The whereabouts of these two men are not yet known, although there are strong indications that they are held in a military prison in Harar in eastern Ethiopia. These men, who supposedly have “chosen the path of peace and gave themselves up to the Ethiopian state”, are yet to contact their distressed families who do not know whether they are dead or alive. The understanding is that they are either killed or that they have been severely tortured and are not yet fit enough to face the cameras to “confess their change of heart”.

Ethiopian Foreign Ministry’s farcical story that these men gave themselves up is therefore a burlesque of the theatrics of Mohamed Saeed AlSahaf, Iraqi’s Information Minister during the second US invasion of Iraq.

Overcoming fear, the start of freedom

The abduction or killing of political opponents in other countries is not a sign of strength. It is a sign of desperation and weakness. It is nothing new as well. Tyrannical regimes do engage in cross-border assassinations and abductions. It is what Mu’ammar Gaddafi used to do in Egypt against dissidents.

It is what Kagame is doing against defectors in South Africa. Despots do not rest even if they have full control over all the people in the lands they rule. They fear the truth. They fear those who defy them even if the latter live far away, for despots are aware of the frailty of their house of cards which can only survive if their subjects continue to fear them. Those who do not fear are a thorn to despots; and despots cannot rest without eliminating them.

The only way the people of the Somali regional state, and the rest of Ethiopians as well, can chart a better future for themselves is by overcoming fear and standing up to the regime. And overcoming fear starts by telling the truth and refusing to be intimidated by the medieval tactics of the regime – threats, assassinations and abductions.
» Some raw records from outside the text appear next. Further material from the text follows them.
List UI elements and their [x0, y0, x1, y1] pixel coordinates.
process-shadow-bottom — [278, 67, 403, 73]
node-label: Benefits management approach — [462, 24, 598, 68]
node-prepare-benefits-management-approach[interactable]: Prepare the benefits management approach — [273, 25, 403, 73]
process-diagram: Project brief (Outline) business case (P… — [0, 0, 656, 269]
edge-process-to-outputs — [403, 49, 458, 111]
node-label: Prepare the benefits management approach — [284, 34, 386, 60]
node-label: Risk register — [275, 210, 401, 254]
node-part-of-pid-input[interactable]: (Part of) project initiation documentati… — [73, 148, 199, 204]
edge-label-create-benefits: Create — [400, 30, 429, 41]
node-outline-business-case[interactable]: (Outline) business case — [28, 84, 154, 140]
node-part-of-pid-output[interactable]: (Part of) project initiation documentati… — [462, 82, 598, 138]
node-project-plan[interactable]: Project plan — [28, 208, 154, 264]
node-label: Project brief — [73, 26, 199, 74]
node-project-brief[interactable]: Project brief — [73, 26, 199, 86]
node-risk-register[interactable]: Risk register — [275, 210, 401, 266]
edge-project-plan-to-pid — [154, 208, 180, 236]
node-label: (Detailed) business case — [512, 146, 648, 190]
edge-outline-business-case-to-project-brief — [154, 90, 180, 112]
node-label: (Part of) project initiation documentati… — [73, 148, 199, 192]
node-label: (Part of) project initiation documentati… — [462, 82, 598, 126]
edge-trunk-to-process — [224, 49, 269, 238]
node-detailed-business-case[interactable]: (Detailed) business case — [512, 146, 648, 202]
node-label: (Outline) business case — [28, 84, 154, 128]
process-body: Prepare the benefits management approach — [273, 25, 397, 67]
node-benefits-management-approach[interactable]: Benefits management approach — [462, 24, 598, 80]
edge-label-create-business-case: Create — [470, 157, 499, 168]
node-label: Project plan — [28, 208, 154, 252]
The fragmented Ethiopian opposition may as well redraw its strategy. As long as they continue to partake in the divisive ‘ethnic-based’ game plan of the Ethiopian People’s Revolutionary Democratic Front (EPRDF) – the ruling party in Ethiopia – they will continue to chase the rotating tail of the regime.

They must introduce a different game ball, one which emphasizes the shared democratic aspirations of all freedom-loving citizens not the sectarian interests of each ethnic group. They can’t expect to win a game whose rules are set by the regime. They must come up with a new game and new rules. And if that means jettisoning long-cherished ambitions and dogmas, so be it. The political repression we face has no sectoral confines. It must be fought from the pedestal of national consensus.